A “WEALTH of experience” is worth £500 a day - over 36 days a year - to the new head of  Herefordshire Safeguarding Children Board (HSCB) who will be shared with two other counties.

Sally Halls, currently chair of the Shropshire Safeguarding Children’s Board and the Somerset Safeguarding Children Board has accepted the role of independent chair of the HSCB.

She takes over from Dave McCallum who has decided to step down from the role after three years.    

Today (Thurs) Herefordshire Council confirmed that Sally Halls would be shared with Shropshire and Somerset in heading up the respective safeguarding boards and bringing a “wealth of experience” to the role.

 The role of independent chair equates to 36 days a year at £500 a day – or £18,000 – that the council has budgeted for.

Recruitment papers reveal the cost of advertising the post in The Guardian for one week was £900 found through the safeguarding board budget.

Decisions on recruitment and appointment were made by the council at chief executive level.

It is a statutory requirement for the council and partner organisations to operate a safeguarding children board with an independent chair.

Meeting throughout the year, the board brings together representatives from various agencies and organisations to address child protection issues.

The new chair takes over just weeks after the government lifted the intervention notice served on Herefordshire Council’s child protection services, recognising improvements made to child protection practice in the county since the “inadequate”  finding by Ofsted in 2012.

Last year, Ofsted returned to record substantial progress being made.

The government took Ofsted’s report into account and Department for Education (DfE) officials carried out their own review in December ahead of lifting the intervention notice.

Related reports cite a “new found confidence” within the service given “added impetus” to the progress being made.

The council wants to see the service graded “good” by 2016/17 but, from the frontline up, it is accepted that there is still some way to go.

Improvements are said to be not yet fully embedded and the staffing situation remains relatively fragile, though its reliance on agency appointments is easing.

As reported by the Hereford Times, permanent staff appointments are a priority with the council ready to pay “London rates” to recruit child safeguarding specialists.

The offer, signed off at cabinet level, is aimed at ending the long-running reliance child safeguarding has on interim appointments.

Against heavy competition regionally and nationally for such specialists,  the council proposal pitches a base salary of up to £40,000 for a social worker and up to £50,000 for a team manager – comparable to salaries paid in London and the south-east.

This would be coupled with a £5,000 “golden hello” payment and up to £5,000 cover for re-location costs to make what is pitched as the most competitive safeguarding recruitment offer in the West Midlands.

Another £27,500 will be spent on related recruitment advertising, emphasising the progress made by the service since the “inadequate” Ofsted verdict of 2012 and the work-life balance the county can provide.

The approach  will be implemented through the council’s existing recruitment services contract with Hoople seen as able to offer a higher, more competitive basic salary, offset by a defined contribution pension scheme with an employer’s contribution rate of six per cent rather than the 24.6 per cent of the local government equivalent.

On the council’s figures,  the campaign makes a cash saving of £4,000 over 2015-16 and £50,000 in subsequent years.

The service is also engaged in  a “grow your own” scheme to attract and develop newly qualified social workers.

Eight recruited in 2013 are now ready to fill permanent roles that would have gone to an interim with another eight set to make the same difference next year.

Figures now available show 421 contacts were made with child safeguarding over December last year, a decrease of over 43 per cent from the peak of 747 in July and down 24 per cent on November.

Over the month, 10 children were put on to child protection plans, with another 29  on a protection plan for a second or subsequent time with primary factors being domestic abuse, drug misuse, and mental health issues within families.

There continues to be a month-on-month decrease in the number of children put onto protection plans.

But this drop in the number of children on plans is not reflected in figures  for timely child protection visits.

Over recent years, the number of children on specific protection plans in the county at any one time has hovered around 200.

Individual safeguarding caseloads are now said to be manageable and averaging at 16, but there is variance between – and within – teams.

As a result of improvement initiatives, the service has had a number of legacy cases to assess.

Neglect, specifically chronic neglect, makes up much of ongoing caseload work.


WORK ORDER –
Up to and including the line that contains "Image is 812x507 pixels.", write out every line of the entries exactly, beginning with the first. Omit the pictures.

App and web page records
——————————

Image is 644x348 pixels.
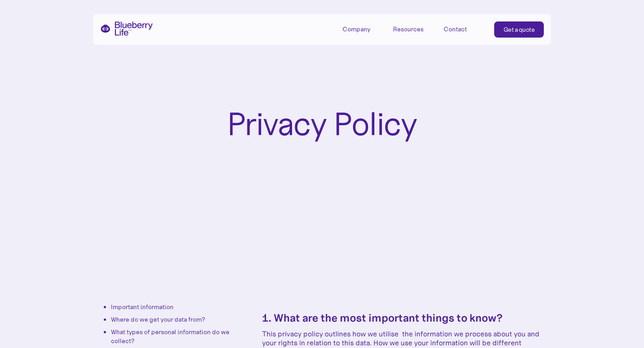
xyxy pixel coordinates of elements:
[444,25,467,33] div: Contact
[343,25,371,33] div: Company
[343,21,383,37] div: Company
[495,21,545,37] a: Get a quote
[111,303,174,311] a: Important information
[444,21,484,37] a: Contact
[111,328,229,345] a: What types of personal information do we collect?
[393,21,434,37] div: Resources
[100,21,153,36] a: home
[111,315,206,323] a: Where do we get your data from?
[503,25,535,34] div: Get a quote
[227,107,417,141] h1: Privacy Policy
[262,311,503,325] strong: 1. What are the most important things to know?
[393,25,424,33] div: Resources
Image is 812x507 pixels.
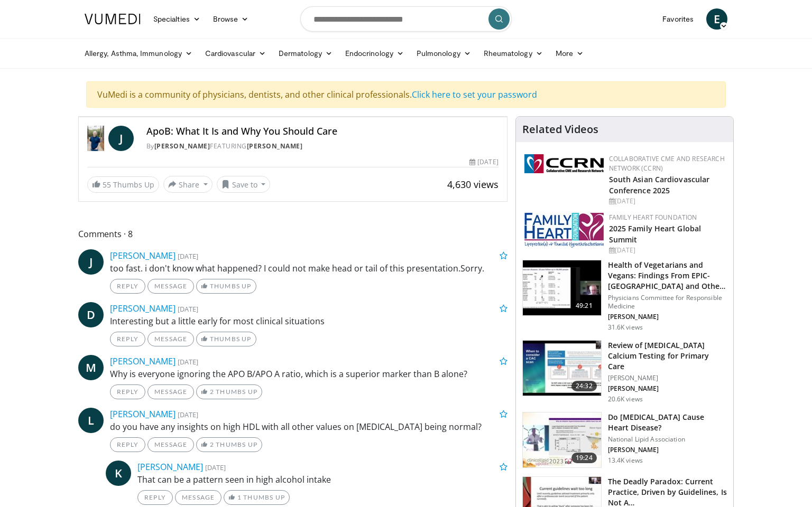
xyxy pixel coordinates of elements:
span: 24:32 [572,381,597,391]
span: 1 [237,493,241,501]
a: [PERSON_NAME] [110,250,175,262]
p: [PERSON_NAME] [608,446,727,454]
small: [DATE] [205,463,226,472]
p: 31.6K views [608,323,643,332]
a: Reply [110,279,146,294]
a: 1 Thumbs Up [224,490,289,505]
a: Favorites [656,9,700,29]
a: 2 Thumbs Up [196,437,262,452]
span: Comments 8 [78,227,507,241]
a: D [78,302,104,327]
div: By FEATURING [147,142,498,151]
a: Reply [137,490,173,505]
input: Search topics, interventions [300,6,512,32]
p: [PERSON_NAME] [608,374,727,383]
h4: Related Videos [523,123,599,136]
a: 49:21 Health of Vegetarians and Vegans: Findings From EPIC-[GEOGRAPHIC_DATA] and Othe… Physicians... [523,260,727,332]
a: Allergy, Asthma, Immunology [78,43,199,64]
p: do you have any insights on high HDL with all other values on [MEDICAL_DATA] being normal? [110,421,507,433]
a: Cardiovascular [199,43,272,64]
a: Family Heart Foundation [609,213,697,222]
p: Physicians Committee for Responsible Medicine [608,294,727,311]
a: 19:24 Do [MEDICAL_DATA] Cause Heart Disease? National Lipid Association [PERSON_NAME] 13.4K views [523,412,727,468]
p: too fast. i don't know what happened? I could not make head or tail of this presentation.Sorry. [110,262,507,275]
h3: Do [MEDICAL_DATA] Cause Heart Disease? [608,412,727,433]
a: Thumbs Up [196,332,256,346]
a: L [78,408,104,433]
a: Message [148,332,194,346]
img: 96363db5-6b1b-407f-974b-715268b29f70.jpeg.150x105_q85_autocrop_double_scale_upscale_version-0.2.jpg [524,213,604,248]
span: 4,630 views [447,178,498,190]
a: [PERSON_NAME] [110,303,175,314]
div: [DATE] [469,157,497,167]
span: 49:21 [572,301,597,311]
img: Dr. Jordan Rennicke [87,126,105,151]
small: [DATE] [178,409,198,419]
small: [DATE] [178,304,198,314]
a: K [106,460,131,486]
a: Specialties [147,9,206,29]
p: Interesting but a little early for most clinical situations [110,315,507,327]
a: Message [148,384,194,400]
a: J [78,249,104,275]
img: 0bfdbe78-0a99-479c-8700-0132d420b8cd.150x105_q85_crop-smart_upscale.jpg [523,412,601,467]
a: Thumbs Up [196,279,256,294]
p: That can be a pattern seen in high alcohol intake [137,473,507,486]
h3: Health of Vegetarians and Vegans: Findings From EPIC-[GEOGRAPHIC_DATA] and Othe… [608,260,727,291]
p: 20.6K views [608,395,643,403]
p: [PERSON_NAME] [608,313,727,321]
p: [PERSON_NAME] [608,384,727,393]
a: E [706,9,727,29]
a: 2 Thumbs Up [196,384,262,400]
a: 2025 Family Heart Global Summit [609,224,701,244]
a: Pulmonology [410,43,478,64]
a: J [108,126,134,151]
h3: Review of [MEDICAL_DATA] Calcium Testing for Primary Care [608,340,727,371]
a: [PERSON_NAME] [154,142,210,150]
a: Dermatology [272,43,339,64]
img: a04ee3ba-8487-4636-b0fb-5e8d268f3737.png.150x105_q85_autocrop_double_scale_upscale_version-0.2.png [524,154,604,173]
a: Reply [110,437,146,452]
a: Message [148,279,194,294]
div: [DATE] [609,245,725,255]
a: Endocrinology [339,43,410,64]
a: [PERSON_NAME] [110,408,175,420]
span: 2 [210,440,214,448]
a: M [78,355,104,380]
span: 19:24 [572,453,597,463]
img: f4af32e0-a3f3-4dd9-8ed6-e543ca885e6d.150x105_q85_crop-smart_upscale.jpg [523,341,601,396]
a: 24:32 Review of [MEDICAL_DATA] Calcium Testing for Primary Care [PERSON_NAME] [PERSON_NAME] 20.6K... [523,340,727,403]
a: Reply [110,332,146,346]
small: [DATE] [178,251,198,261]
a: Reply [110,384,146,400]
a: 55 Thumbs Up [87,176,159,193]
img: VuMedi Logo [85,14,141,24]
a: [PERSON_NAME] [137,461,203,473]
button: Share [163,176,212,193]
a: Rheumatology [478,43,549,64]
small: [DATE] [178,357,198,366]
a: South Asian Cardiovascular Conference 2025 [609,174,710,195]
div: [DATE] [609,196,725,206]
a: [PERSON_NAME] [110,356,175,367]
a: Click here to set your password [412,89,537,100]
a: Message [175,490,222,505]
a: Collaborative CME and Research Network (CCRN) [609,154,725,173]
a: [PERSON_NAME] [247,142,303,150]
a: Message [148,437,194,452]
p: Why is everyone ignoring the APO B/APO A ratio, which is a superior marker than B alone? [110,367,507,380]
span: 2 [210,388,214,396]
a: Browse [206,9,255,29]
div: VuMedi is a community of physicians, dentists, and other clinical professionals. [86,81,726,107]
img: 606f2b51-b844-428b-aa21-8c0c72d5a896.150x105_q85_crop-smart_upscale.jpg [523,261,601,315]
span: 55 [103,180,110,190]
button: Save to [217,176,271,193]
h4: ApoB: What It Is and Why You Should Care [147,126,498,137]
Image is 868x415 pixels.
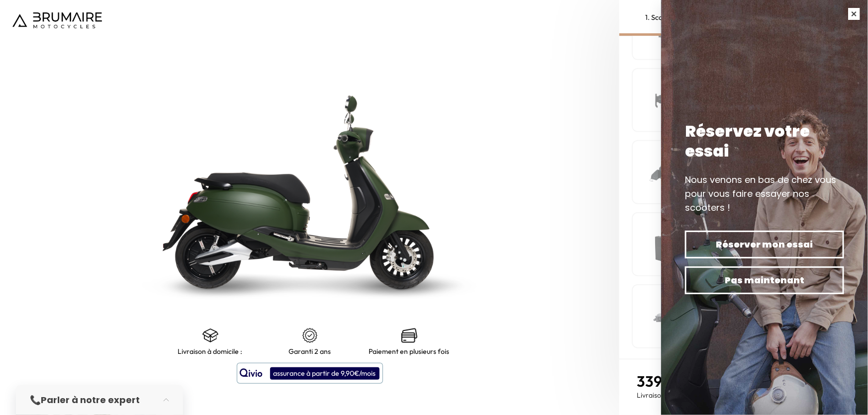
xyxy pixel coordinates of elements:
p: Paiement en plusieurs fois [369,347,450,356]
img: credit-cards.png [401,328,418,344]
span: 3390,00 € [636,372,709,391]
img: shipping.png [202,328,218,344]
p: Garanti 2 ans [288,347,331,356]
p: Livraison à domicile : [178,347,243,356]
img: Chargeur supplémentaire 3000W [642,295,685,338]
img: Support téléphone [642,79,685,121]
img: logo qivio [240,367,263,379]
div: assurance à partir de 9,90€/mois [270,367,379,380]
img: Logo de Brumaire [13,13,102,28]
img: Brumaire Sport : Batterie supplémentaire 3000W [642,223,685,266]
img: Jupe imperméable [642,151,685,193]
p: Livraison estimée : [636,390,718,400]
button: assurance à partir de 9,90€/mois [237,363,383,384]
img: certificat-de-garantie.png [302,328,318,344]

——————————

RESULT FOR THIS EXERCISE –
Image is 644x348 pixels.
xyxy pixel coordinates of elements:
[444,25,467,33] div: Contact
[343,25,371,33] div: Company
[343,21,383,37] div: Company
[495,21,545,37] a: Get a quote
[111,303,174,311] a: Important information
[444,21,484,37] a: Contact
[111,328,229,345] a: What types of personal information do we collect?
[393,21,434,37] div: Resources
[100,21,153,36] a: home
[111,315,206,323] a: Where do we get your data from?
[503,25,535,34] div: Get a quote
[227,107,417,141] h1: Privacy Policy
[262,311,503,325] strong: 1. What are the most important things to know?
[393,25,424,33] div: Resources
Image is 812x507 pixels.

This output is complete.